Depends on a lot of variables, most notable what you want to do. If you want to be an accountant, engineer, doctor, lawyer, professor, business manager, vetrinarian, astronaut, officer in the military, banker, or a bureaucrat, you probably should not quit college. If you want to be a stay at home mom, auto mechanic, HVAC tech, ship fitter, coal miner, retail clerk, salesman, or you have no idea what you want to do, you are wasting your money.
Yeah, I was scratching my head over the title being unrelated to the article. That a school offers a goofy degree is no reason to quit.
...and I’m inclined to insist it’s what you do with the degree - any degree - that matters. A degree is a ticket to begin the race, not a guaranteed win.
Charles Murray is right. What is needed are credentialing exams so that employers and others could know that certain subjects had been mastered.
Are employers really interested in degrees, or do they want motivated, smart, and educated employees and some way that measures that? I'd say it is the latter.
Most of the work done in banking, accounting, bureaucracy, and business, does not need a specific degree to do the work. Since the existence of European presence on this continent this work was done by people who did not attend college. Most in fact were homeschooled or attended one room schools in a spotty manner...even up to my father's day ( born 1913).
Even in professions such as medicine, dentistry, architecture, ( and especially law), qualifying exams could replace many of the basic and fact-based courses. Mentoring, of course, would still be required but the cost to the student could be greatly reduced by the use of qualifying exams for many courses.
Qualifying exams could start in first grade. For example, once a child demonstrates mastery of addition math facts, he would immediately move on to subtraction math facts.
All courses provided by state elementary, high school, and universities should be available on-line. The taxpayer paid for it so access should be free to all. Private qualifying exams could prove that the student mastered the material.
Finally....This could be a Mark Zuckerman opportunity. Those who privately produce Internet material and provide the certifiable exams could offer the material to the students for **free**. They could become as rich as Zuckerman, if they accepted advertising.
I’m a stay at home mom, and I’m glad I have a college degree. First, I worked for 10 years as a software engineer, and that is where I met my husband (a fellow engineer). That right there makes my degree worth it.
However as a mom, it’s great toe able to help my kids with all their homework or have discussions with my kids about what they are learning.
One of my daughters has a brain injury and my husband has cancer, I’m the one that researches health issues. It’s helped to have my degree.
I need to go back to work, and I’m hoping that I’ll be able to find something even though I haven’t worked in years.
Verizon requires a college degree for new sales associates. Not that the degree conveys any special skills, but in this economy they can pick and it’s a simple filter to weed out the numbest of the numbskulls.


WHAT THE TASK ASKS >> Make an exact copy of the data below, leaving out every picture.

INFORMATION SHOWN >>
_____

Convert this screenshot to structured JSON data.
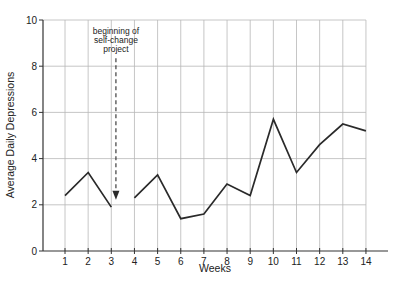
{
  "chart_data": {
    "type": "line",
    "title": "",
    "xlabel": "Weeks",
    "ylabel": "Average  Daily Depressions",
    "x": [
      1,
      2,
      3,
      4,
      5,
      6,
      7,
      8,
      9,
      10,
      11,
      12,
      13,
      14
    ],
    "x_tick_labels": [
      "1",
      "2",
      "3",
      "4",
      "5",
      "6",
      "7",
      "8",
      "9",
      "10",
      "11",
      "12",
      "13",
      "14"
    ],
    "y_tick_labels": [
      "0",
      "2",
      "4",
      "6",
      "8",
      "10"
    ],
    "y_ticks": [
      0,
      2,
      4,
      6,
      8,
      10
    ],
    "ylim": [
      0,
      10
    ],
    "xlim": [
      0,
      15
    ],
    "grid": true,
    "legend": null,
    "series": [
      {
        "name": "Average Daily Depressions",
        "segments": [
          {
            "x": [
              1,
              2,
              3
            ],
            "values": [
              2.4,
              3.4,
              1.9
            ]
          },
          {
            "x": [
              4,
              5,
              6,
              7,
              8,
              9,
              10,
              11,
              12,
              13,
              14
            ],
            "values": [
              2.3,
              3.3,
              1.4,
              1.6,
              2.9,
              2.4,
              5.7,
              3.4,
              4.6,
              5.5,
              5.2
            ]
          }
        ]
      }
    ],
    "annotations": [
      {
        "text_lines": [
          "beginning of",
          "self-change",
          "project"
        ],
        "arrow": "dashed, pointing down",
        "x": 3.2,
        "arrow_from_y": 8.0,
        "arrow_to_y": 2.0
      }
    ]
  },
  "colors": {
    "line": "#2a2a2a",
    "grid": "#b8b8b8",
    "axis": "#333333"
  }
}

_____

EXERCISE RESULT >>
Convert this screenshot to structured JSON data.
{
  "chart_data": {
    "type": "line",
    "title": "",
    "xlabel": "Weeks",
    "ylabel": "Average  Daily Depressions",
    "x": [
      1,
      2,
      3,
      4,
      5,
      6,
      7,
      8,
      9,
      10,
      11,
      12,
      13,
      14
    ],
    "x_tick_labels": [
      "1",
      "2",
      "3",
      "4",
      "5",
      "6",
      "7",
      "8",
      "9",
      "10",
      "11",
      "12",
      "13",
      "14"
    ],
    "y_tick_labels": [
      "0",
      "2",
      "4",
      "6",
      "8",
      "10"
    ],
    "y_ticks": [
      0,
      2,
      4,
      6,
      8,
      10
    ],
    "ylim": [
      0,
      10
    ],
    "xlim": [
      0,
      15
    ],
    "grid": true,
    "legend": null,
    "series": [
      {
        "name": "Average Daily Depressions",
        "segments": [
          {
            "x": [
              1,
              2,
              3
            ],
            "values": [
              2.4,
              3.4,
              1.9
            ]
          },
          {
            "x": [
              4,
              5,
              6,
              7,
              8,
              9,
              10,
              11,
              12,
              13,
              14
            ],
            "values": [
              2.3,
              3.3,
              1.4,
              1.6,
              2.9,
              2.4,
              5.7,
              3.4,
              4.6,
              5.5,
              5.2
            ]
          }
        ]
      }
    ],
    "annotations": [
      {
        "text_lines": [
          "beginning of",
          "self-change",
          "project"
        ],
        "arrow": "dashed, pointing down",
        "x": 3.2,
        "arrow_from_y": 8.0,
        "arrow_to_y": 2.0
      }
    ]
  },
  "colors": {
    "line": "#2a2a2a",
    "grid": "#b8b8b8",
    "axis": "#333333"
  }
}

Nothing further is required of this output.